Wednesday, March 6, 2013

1303.0956 (Jixia Dai et al.)

Microscopic evidences for strong periodic lattice distortion in 2D
charge-density wave systems
   [PDF]

Jixia Dai, Eduardo Calleja, Jacob Alldredge, Xiangde Zhu, Lijun Li, Wenjian Lu, Yuping Sun, Thomas Wolf, Helmuth Berger, Kyle McElroy
In condensed matter physics only a handful of models have both elegance in their construction and are thought to describe the behavior of numerous materials. The Peierls transition [1], for electrons crystallizing into charge-density waves (CDW), is one such model that has been successfully applied to many 1D systems [2]. However, in the quasi-2D electron systems of the layered transition metal dichalcogenides (TMD) there is still a controversy about the nature of the transitions to CDW phases, i.e. whether they are described by a Peierls-type mechanism or by a lattice driven model. By performing scanning tunneling microscopy (STM) experiments on the canonical TMD-CDW systems, we have successfully imaged the electronic modulation and the lattice distortion separately for the first time. Across three materials (2H-TaS2, TaSe2, and NbSe2), we found dominant lattice contributions instead of the electronic modulation expected from Peierls transitions, in contrast to the CDW states that show the hallmark of contrast inversion, in 2D [3-5] and 1D [6] systems.

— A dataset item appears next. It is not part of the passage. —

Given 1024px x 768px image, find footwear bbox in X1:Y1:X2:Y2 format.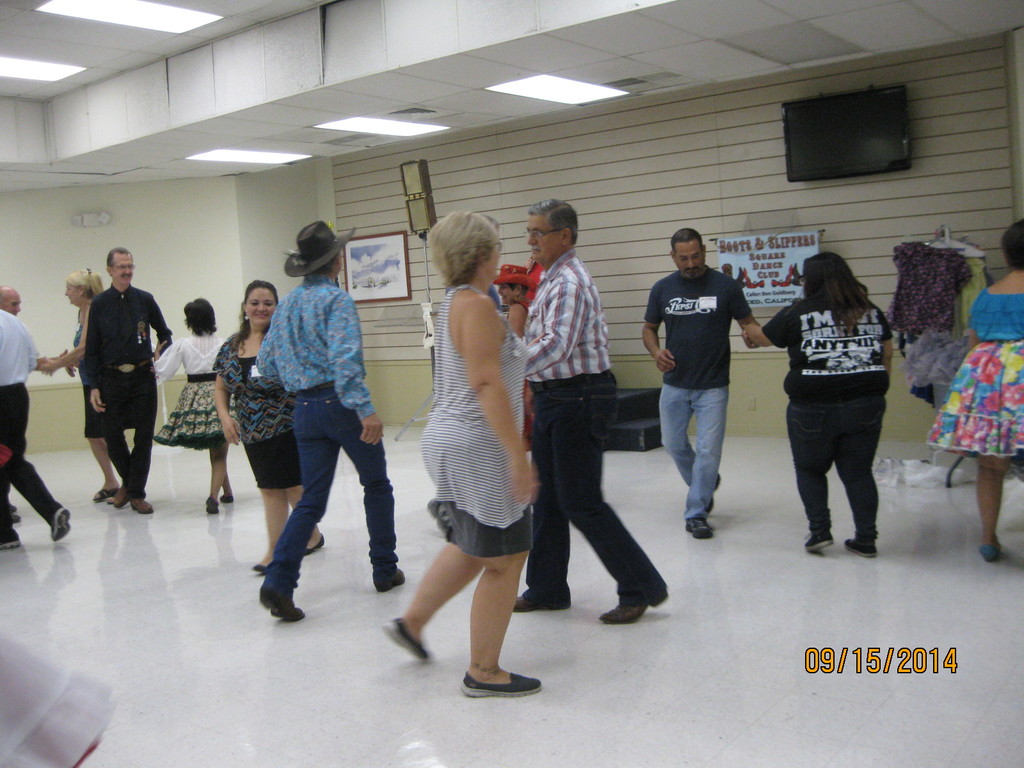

Our results imply that the periodic lattice distortion (PLD) plays a vital role in the formation of CDW phases in the TMDs, which is in agreement with the theoretical studies [7-9], especially recent work by Johannes et al. [8,9]. Our results illustrate the importance of taking into account the more complicated lattice degree of freedom, and they will prove useful in the studies of other correlated electron systems.